Specifically on the University of Canberra public hospital, there has been a discussion over a number of years now. As Mr Hanson notes in his remarks, the community has been told that there will be up to or about 200 beds at that facility. This has been repeated, either as extrapolation or as direct quote, in press conferences, stakeholder engagements and even in a national partnership on improving public hospital services. This was the basis of the ACT Greens and, it seems, the Canberra Liberals supporting this project as part of the 2012 ACT election commitment and acknowledging the need for a subacute hospital on the north side.
I think it was clear at the time that all the parties knew that all these beds might not be new beds as such. Some would be effectively transferred from our existing hospitals, thereby freeing up those spaces for more acute or chronic treatment. But it must be said that the actual figure of new and transferred beds discussed in those early days seemed to be subject to conjecture. Again, I am sure this is one of those places where, probably, people have a different account of what they thought was the same thing.

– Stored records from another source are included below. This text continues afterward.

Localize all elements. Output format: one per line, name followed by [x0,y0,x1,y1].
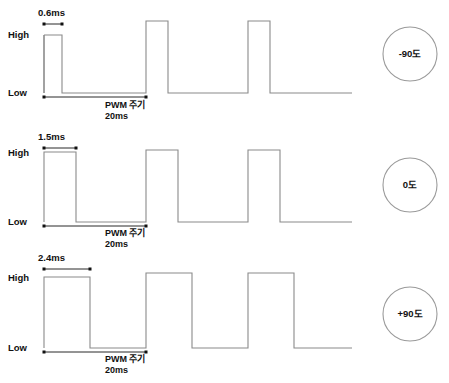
low-label-row3: Low [8,342,28,353]
pwm-timing-diagram: High Low 0.6ms PWM 주기 20ms -90도 [0,0,449,383]
period-label-row3-line2: 20ms [105,365,128,375]
angle-label-minus-90: -90도 [399,48,422,59]
period-label-row2-line2: 20ms [105,239,128,249]
pulse-width-label-row1: 0.6ms [38,7,65,18]
waveform-row-minus-90: High Low 0.6ms PWM 주기 20ms -90도 [8,7,437,121]
pulse-width-dimension-row2 [43,147,78,150]
angle-label-plus-90: +90도 [397,308,422,319]
pulse-width-dimension-row3 [43,268,92,271]
high-label-row1: High [8,29,29,40]
pulse-width-label-row2: 1.5ms [38,131,65,142]
period-label-row1-line2: 20ms [105,111,128,121]
period-label-row1-line1: PWM 주기 [105,99,146,110]
period-dimension-row1 [43,96,148,99]
period-label-row3-line1: PWM 주기 [105,353,146,364]
waveform-trace-1-5ms [44,150,352,222]
angle-label-zero: 0도 [403,179,417,190]
pulse-width-dimension-row1 [43,23,64,26]
low-label-row1: Low [8,87,28,98]
pulse-width-label-row3: 2.4ms [38,252,65,263]
period-label-row2-line1: PWM 주기 [105,227,146,238]
waveform-trace-0-6ms [44,21,352,93]
waveform-row-plus-90: High Low 2.4ms PWM 주기 20ms +90도 [8,252,437,375]
high-label-row3: High [8,272,29,283]
waveform-row-zero: High Low 1.5ms PWM 주기 20ms 0도 [8,131,437,249]
high-label-row2: High [8,147,29,158]
low-label-row2: Low [8,216,28,227]
waveform-trace-2-4ms [44,273,352,348]
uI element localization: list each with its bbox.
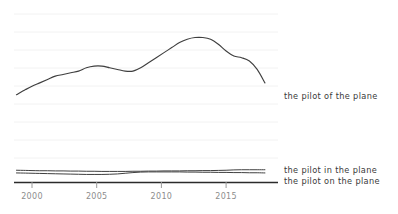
series-label-1: the pilot in the plane bbox=[284, 165, 377, 175]
x-tick-label-2015: 2015 bbox=[215, 192, 237, 201]
series-label-2: the pilot on the plane bbox=[284, 176, 380, 186]
x-axis bbox=[14, 182, 278, 188]
gridline-group bbox=[14, 14, 278, 158]
line-chart: the pilot of the planethe pilot in the p… bbox=[0, 0, 398, 214]
x-tick-label-2005: 2005 bbox=[86, 192, 108, 201]
series-label-0: the pilot of the plane bbox=[284, 91, 378, 101]
series-path-group bbox=[16, 37, 264, 174]
series-line-1 bbox=[16, 170, 264, 172]
x-tick-label-2010: 2010 bbox=[151, 192, 173, 201]
x-tick-label-2000: 2000 bbox=[21, 192, 43, 201]
series-line-2 bbox=[16, 172, 264, 175]
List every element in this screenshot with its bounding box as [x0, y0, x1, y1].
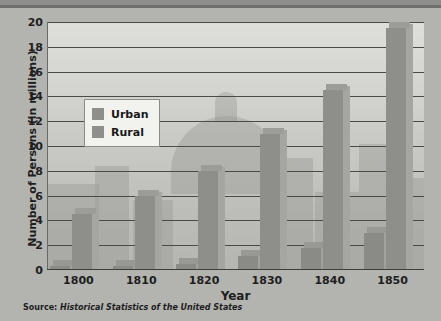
- bar-side-face: [406, 24, 413, 270]
- bar-front-face: [198, 171, 218, 270]
- gridline: [47, 72, 424, 73]
- bar-side-face: [280, 130, 287, 270]
- gridline: [47, 47, 424, 48]
- gridline: [47, 96, 424, 97]
- bar-front-face: [238, 256, 258, 270]
- bar-side-face: [218, 167, 225, 270]
- x-tick-label: 1830: [252, 274, 283, 287]
- x-tick-label: 1810: [126, 274, 157, 287]
- source-note: Source: Historical Statistics of the Uni…: [23, 303, 242, 312]
- legend-item-rural: Rural: [92, 123, 149, 141]
- bar-front-face: [364, 233, 384, 270]
- gridline: [47, 196, 424, 197]
- y-tick-label: 10: [3, 140, 43, 153]
- x-tick-label: 1840: [314, 274, 345, 287]
- bar-front-face: [135, 196, 155, 270]
- bar-front-face: [323, 90, 343, 270]
- legend-swatch-icon: [92, 126, 104, 138]
- source-title: Historical Statistics of the United Stat…: [60, 303, 242, 312]
- legend-label: Rural: [111, 126, 144, 139]
- bar-rural-1810: [135, 190, 162, 270]
- bar-front-face: [260, 134, 280, 270]
- legend-label: Urban: [111, 108, 149, 121]
- chart-figure: Number of Persons (in millions) 02468101…: [0, 0, 441, 321]
- bar-side-face: [155, 192, 162, 270]
- gridline: [47, 171, 424, 172]
- x-tick-label: 1820: [189, 274, 220, 287]
- bar-rural-1850: [386, 22, 413, 270]
- x-axis-title: Year: [47, 289, 424, 303]
- bar-front-face: [386, 28, 406, 270]
- legend-item-urban: Urban: [92, 105, 149, 123]
- y-axis-line: [47, 22, 48, 270]
- x-tick-label: 1850: [377, 274, 408, 287]
- y-axis-tick-labels: 02468101214161820: [0, 22, 43, 270]
- y-tick-label: 18: [3, 40, 43, 53]
- y-tick-label: 14: [3, 90, 43, 103]
- legend-swatch-icon: [92, 108, 104, 120]
- x-axis-tick-labels: 180018101820183018401850: [47, 274, 424, 290]
- gridline: [47, 22, 424, 23]
- bar-rural-1840: [323, 84, 350, 270]
- y-tick-label: 2: [3, 239, 43, 252]
- bar-side-face: [343, 86, 350, 270]
- bar-rural-1830: [260, 128, 287, 270]
- source-label: Source:: [23, 303, 60, 312]
- gridline: [47, 220, 424, 221]
- y-tick-label: 16: [3, 65, 43, 78]
- y-tick-label: 8: [3, 164, 43, 177]
- y-tick-label: 6: [3, 189, 43, 202]
- y-tick-label: 20: [3, 16, 43, 29]
- x-axis-line: [47, 269, 424, 270]
- y-tick-label: 0: [3, 264, 43, 277]
- bar-rural-1800: [72, 208, 99, 270]
- x-tick-label: 1800: [63, 274, 94, 287]
- chart-legend: UrbanRural: [84, 99, 160, 147]
- y-tick-label: 4: [3, 214, 43, 227]
- bar-front-face: [72, 214, 92, 270]
- bar-side-face: [92, 210, 99, 270]
- figure-top-shadow: [0, 5, 441, 8]
- y-tick-label: 12: [3, 115, 43, 128]
- bar-rural-1820: [198, 165, 225, 270]
- bar-front-face: [301, 248, 321, 270]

Be that as it may, the public very clearly heard from all of us in this place that there would be up to or about 200 beds at the new north side subacute hospital. So that is where we find ourselves. I have circulated an amendment to Mr Corbell’s amendment, which I now move:
Add new paragraph (2)(b) and (c):
“(b) the Minister for Health to table by the last sitting day in June 2015:
(i) analysis conducted on sub-acute demand in the ACT;
(ii) a clear definition of overnight beds, day places/spaces and equivalency calculations; and
(iii) the total number of new additional sub-acute beds (including day spaces and equivalent) proposed, alongside the transfer of existing spaces; and
(c) the Government to ensure that the ANMF ACT are engaged on future design committees.”.